Coyotes bid reveals list of creditors
It was just another busy day in San Antonio for Darren Abate. He was working hard and obsessing over the movie he is filming in his hometown about a kid who escapes to college from a rough, drug-ridden neighbourhood, only to come back home and suffer a fall from grace.
It was just another busy day in San Antonio for Darren Abate. He was working hard and obsessing over the movie he is filming in his hometown about a kid who escapes to college from a rough, drug-ridden neighbourhood, only to come back home and suffer a fall from grace.
The film is Abate's summer baby, and it keeps him racing around from place to place. But the part-time feature filmmaker and full-time freelance photographer did find a free moment the other day to pop by his post office box and pick up the mail.
There were several envelopes waiting inside. One stood out from the rest. It looked important, perhaps even a little threatening. Was a collection agency coming after Abate for some long forgotten debt? What if an unsatisfied client or supposedly injured party was suing him for some perceived wrong? He really had no clue why something called Dewey Ranch Hockey, LLC, was sending him a letter.
Abate did know something about hockey. During Texas winters he works as the team photographer for the San Antonio Rampage, the AHL club affiliated with the Phoenix Coyotes.
But the name Dewey Ranch Hockey was a mystery.
"The envelope looked very official," Abate said yesterday. "And I was like, 'I am sure I don't owe them money. And I don't know anybody named Dewey Ranch that owes me money.'"
To end the suspense, he opened the envelope. Inside were some official looking legal papers essentially saying the Phoenix Coyotes were for sale in a United States bankruptcy court, and if Jerry Reinsdorf, one of the bidders for the team, was successful, Abate was entitled to collect US$48.66 as a secured creditor.
"I had been so busy with my other projects that it was the first time I realized that the team was in bankruptcy proceedings," Abate says. "I had heard they might move, but ... "
He had never heard of Reinsdorf, the Chicago sports magnate and sole registered bidder for a bankruptcy court auction scheduled on Aug. 5. (The Ice Edge Group, with its plan playing a handful of games in Saskatoon or Halifax, has yet to submit a formal offer).
Confused by the correspondence, Abate checked his records and discovered a long forgotten invoice for a series of prints he did for the Rampage in January 2008. They were presented to the team's former AHL farmhand, Bryan Helmer, in honour of his 1,000th minor-league game. And the outstanding invoice was for US$46.88.
"Forty-eight bucks is 48 bucks," Abate says. "But it is only 48 bucks, and so my reaction after opening the letter was, 'Oh, that's interesting, now put it down and go and make a sandwich.'"
Abate's claim is among 118 "team liabilities" acknowledged in Reinsdorf's US$148-million purchase offer for the Coyotes. The others include US$100 owed to the Arizona Softball Association, a US$9,364 hotel tab in Denver and US$5.76 due The Antigua Group, makers of PGA Tour approved golf apparel.
(Missing from the list was Wayne Gretzky and the US$8-million annual salary Jerry Moyes, the soon-to-be ex-Coyotes owner, was paying him to coach).
Abate says he would be sad to see this fellow Reinsdorf lose and the NHL leave Arizona for Hamilton with Canadian billionaire Jim Balsillie.
The BlackBerry guru will be in Chicago today, fielding questions from the NHL Executive Committee about his US$212.5-million offer for the Coyotes, as will the Ice Edge Group and their front man, Daryl Jones.
Abate will be in San Antonio rushing about like he always does. The freelance life is a hustle, and one of the benefits of working for an AHL team was that the Rampage always treated him right.
"I probably have one of the better gigs in the AHL," the photographer said. "The pay for minor-league sports photographers is not great, if they get paid at all.
"A lot of the time AHL photographers will be volunteers, basically just fans that want to shoot for the team and do it for free."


(WORK ITEM):
Please return the records below exactly as they appear, leaving every picture out.

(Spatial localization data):
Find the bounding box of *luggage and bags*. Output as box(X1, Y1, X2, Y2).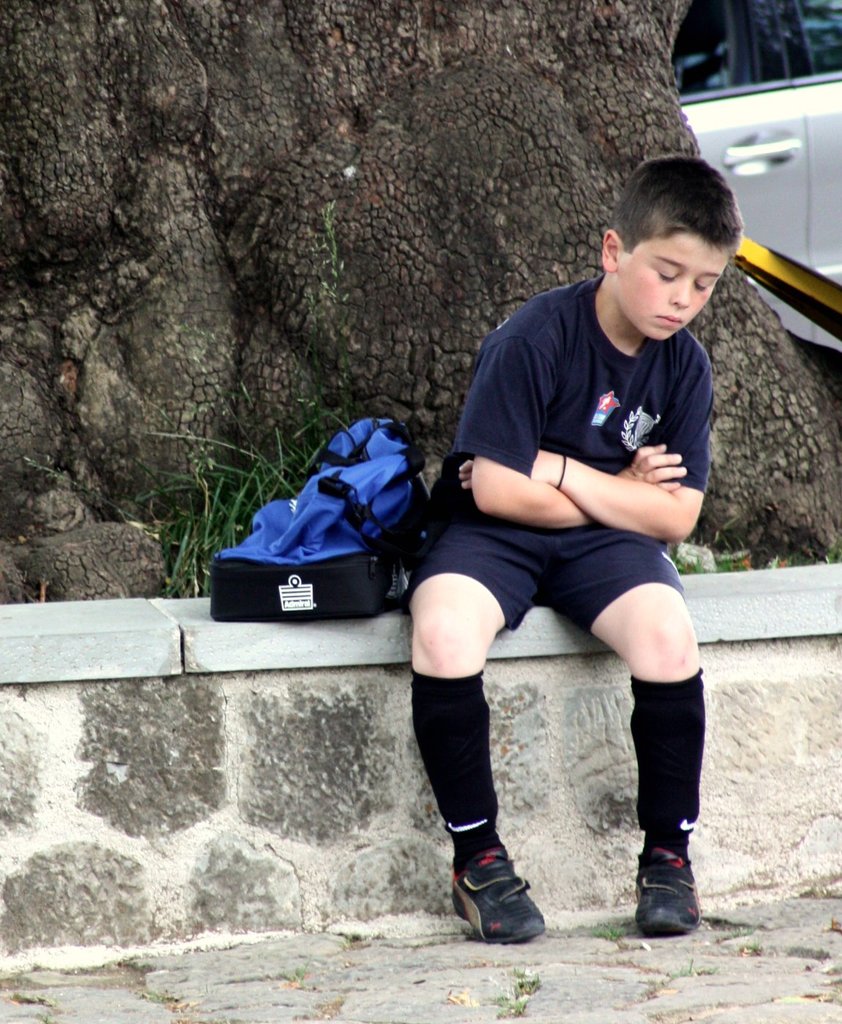
box(217, 410, 462, 630).
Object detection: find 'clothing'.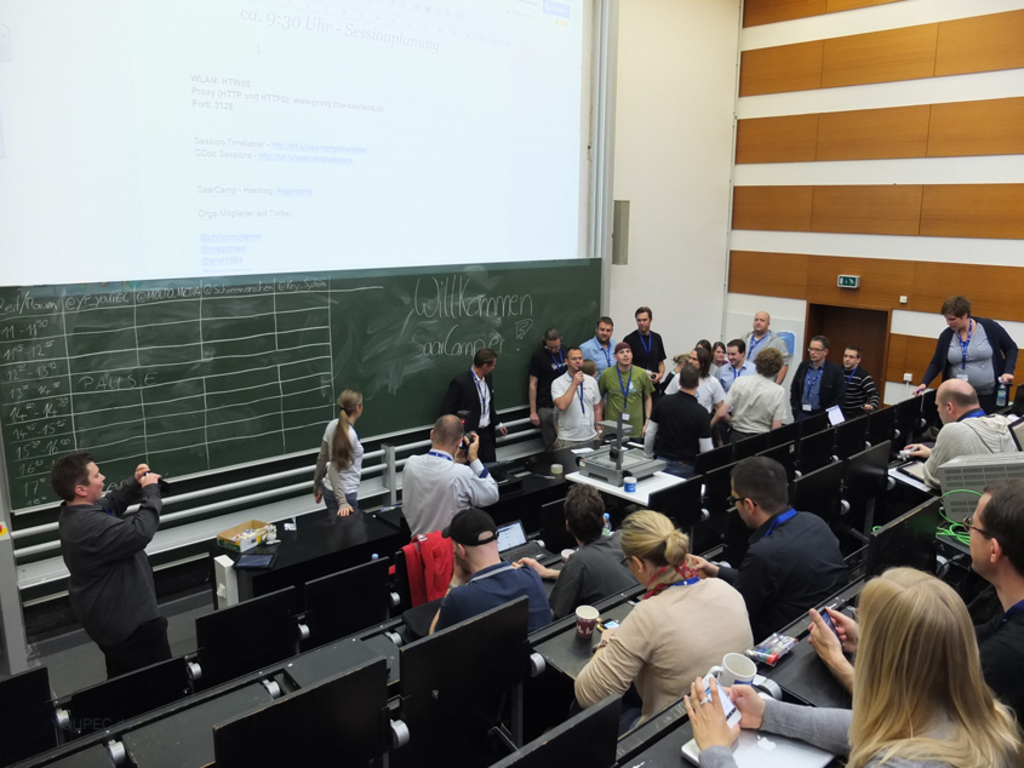
detection(916, 406, 1022, 494).
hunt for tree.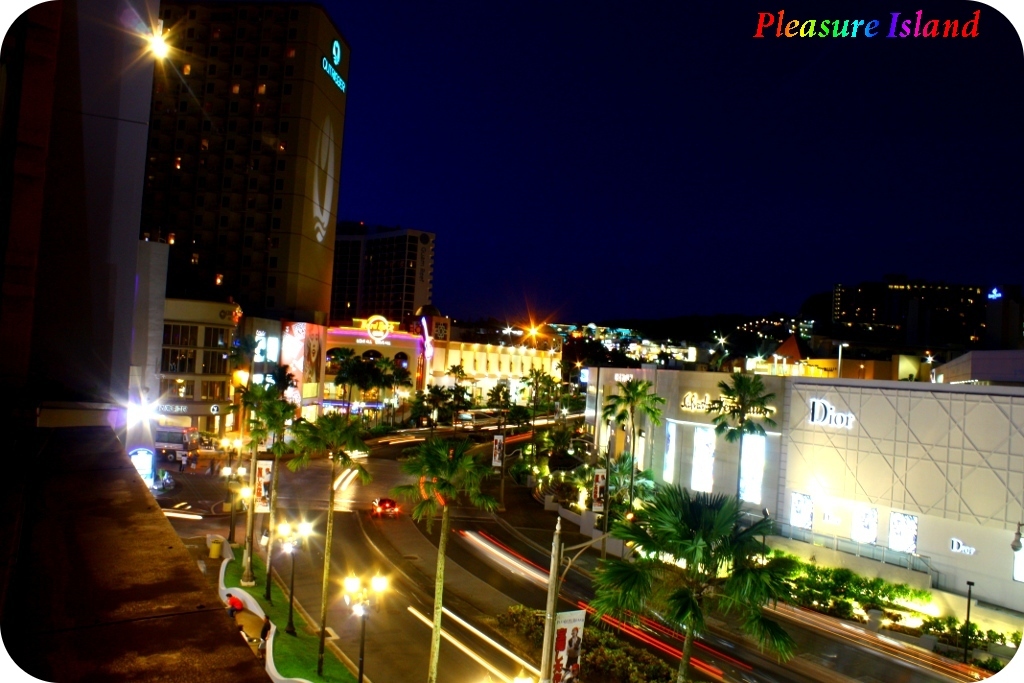
Hunted down at crop(602, 377, 662, 491).
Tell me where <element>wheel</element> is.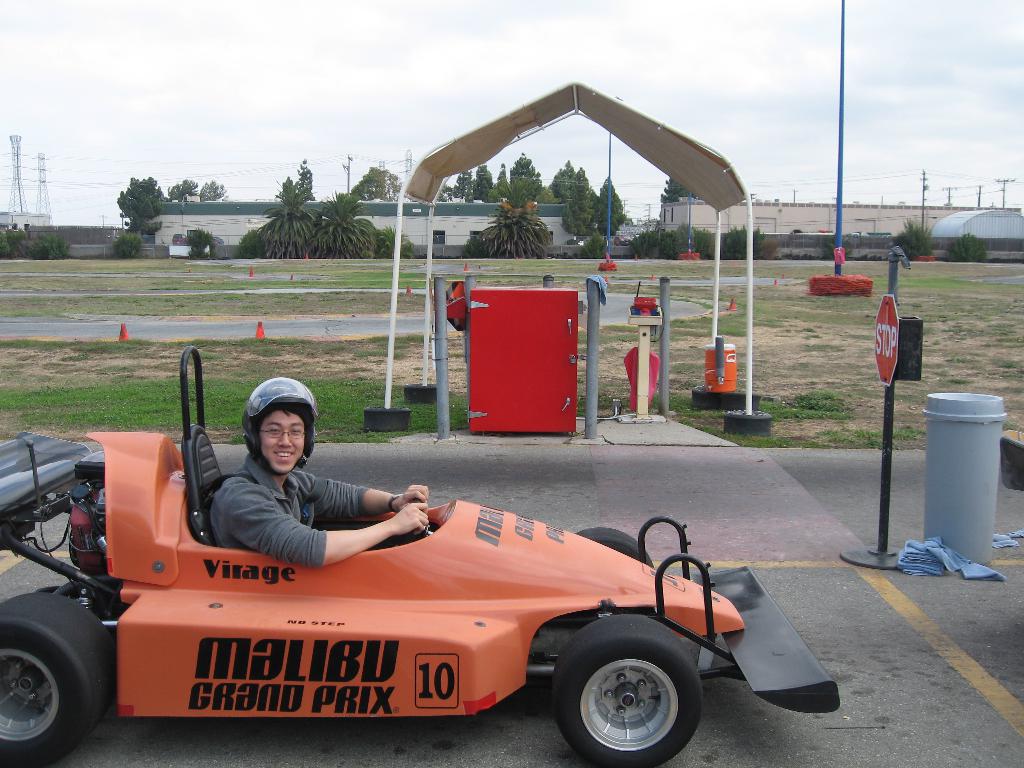
<element>wheel</element> is at (x1=551, y1=614, x2=702, y2=767).
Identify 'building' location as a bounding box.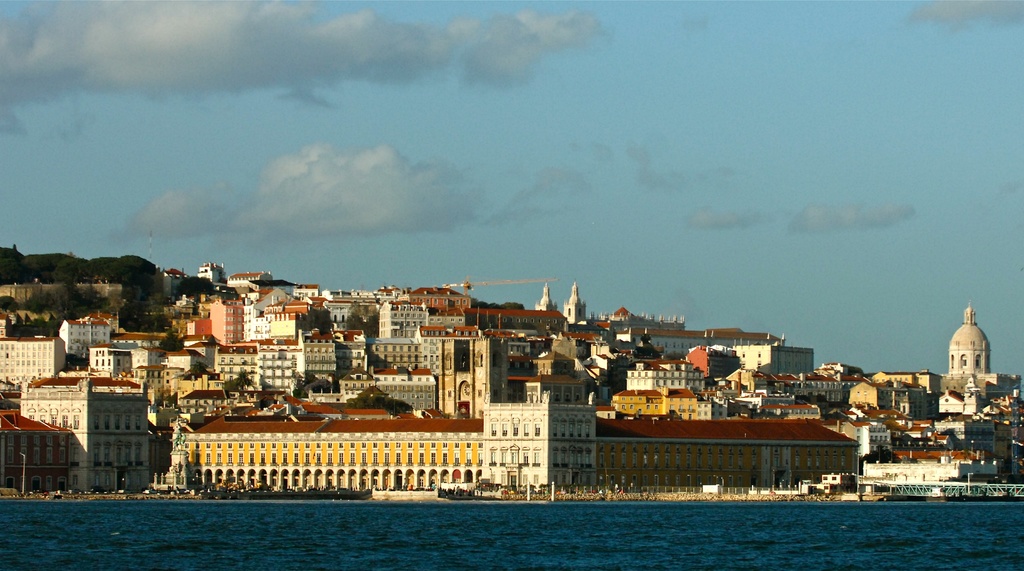
select_region(148, 390, 862, 488).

(THE ANSWER):
Find the bounding box of *luggage and bags*. Output as box(X1, Y1, X2, Y2).
box(217, 410, 462, 630).
Object detection: find 'clothing'.
detection(916, 406, 1022, 494).
hunt for tree.
Hunted down at crop(602, 377, 662, 491).
Tell me where <element>wheel</element> is.
<element>wheel</element> is at (x1=551, y1=614, x2=702, y2=767).
Identify 'building' location as a bounding box.
select_region(148, 390, 862, 488).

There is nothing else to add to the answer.